The team returned on Tuesday afternoon to Gahanna, and following a debriefing, headed home to their respective parts of the Buckeye State. On behalf of the entire TERT OH-1 team, and the Ohio TERT Committee, we express our THANKS to the agencies and organizations that made the deployment possible. All deployed personnel should have received information on the upcoming reimbursement webinar meeting. The in-person team AAR meeting is being planned now.

Representing for the Buckeye State

The team stopped last night in Ocala, Florida, for the night. Tonight, they are stopped in Knoxville, Tennessee, for a last dinner as TERT OH-1, and to assist local authorities in fishing a goalpost out of a river.

Tomorrow, the team will arrive back in Ohio, and head back to their respective friends, families, and centers. There will be meetings, debriefings, and after action reports, for sure. From the newest member of the Task Force all the way up to the Committee Chairs, this has been at once a learning experience for all of us, and a sight to behold. Likely, many articles will be written, and seminars held, to talk through how this EMAC activation went from a paper request from Florida to assembling a full Task Force in 4 days. But, for the entire Ohio TERT team, as we witnessed it, this was a great moment for our team, for our State, and for all the organizations that supported our work to carry out our chartered mandate.

God Bless Florida.

We done good.

Its True. It’s Damn True.

The team ended their last shift at midnight. Job done, the team is packing up this morning, and expects to leave for Georgia this afternoon. The team is tired, but looking forward to a hot shower, and being able to sleep in a bed, inside a structure. The quote that has been given many times during the deployment is, “…experience of a lifetime…” This team of telecommunicators, themselves the best of their home agencies, were tested in many ways. They worked without days off, in a center foreign to them, on a phone and CAD system foreign to them, and they not only filled the need, they THRIVED. This grit and determination is part of what makes the TERT program such a critical tool for public safety communications centers in the aftermath of disasters like Ian.

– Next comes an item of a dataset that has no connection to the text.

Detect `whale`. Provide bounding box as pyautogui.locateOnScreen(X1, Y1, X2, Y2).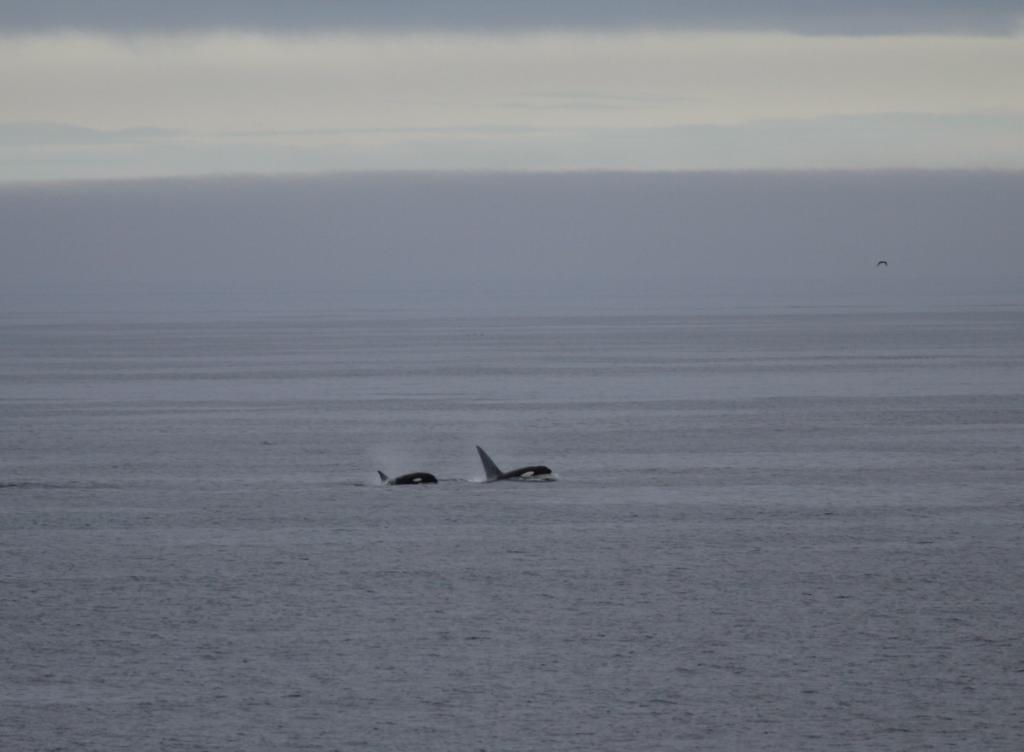
pyautogui.locateOnScreen(377, 470, 440, 484).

The team was today advised by Florida TERT Committee Chairman Natalia Duran that the Lee County Sheriff’s Office Communications Division has advised that their center and personnel have recovered to a point where TERT OH-1 is no longer needed and will therefore be demobilized 3 days early. The team’s shifts will end at midnight on Saturday, October 15. The team will spend Sunday reloading the equipment trailers and drive for the night to Georgia. They will drive to Central Tennessee on Monday, and plan to arrive back in Gahanna on Tuesday. Once a firm time is known, it will be posted here and on the team’s Facebook page. Family, friends, and media are warmly invited to welcome home the team.

Utilities crews in staging near LCSO HQ.

TERT OH-1 personnel continued working today, and with the major step of public utility crews making entry to the barrier islands of Lee County, call volume continues to escalate. The access of personnel to facilitate restoration of electricity to the hardest hit areas is a key hurdle on the road to recovery.

Elsewhere, our team had the chance to receive a visit from Florida APCO Chapter President Kathy Liriano and Florida TERT Committee Chair Natalia Duran. President Liriano and

Meeting FL-TERT Coordinator Natalia Duran and Florida APCO Chapter President Kathy Liriano.

Chiaman Duran were visiting with TERT personnel from elsewhere in Florida, and from Louisiana, Georgia, Tennessee, Ohio, and Texas, who answered the EMAC request for assistance.

The team remains in good health and spirit but is tired.

We’ve had the first casualty of the deployment. One of the smaller tents did not survive yesterday’s storm. It was being used as a rest & recuperation area, not a sleeping quarter, so there is little change for the team. But, this is still a reminder that Mother Nature is still very much in charge. The team remains tired, but in good spirits.

Flooding at the campsite.

Not even TERT OH-1 is immune to Mother Nature. A locally heavy thunderstorm created a bit of pond in the campsite. No injuries, all equipment is okay, but a lesson to always be prepared for everything!

Run volume is picking up. Lee County and the municipal governmental jurisdictions within it are starting to let evacuees back in with more regularity, though the 7PM curfew remains in areas without water or electricity.

Everyone remains in good spirits, if a bit tired, and now, soggy, too.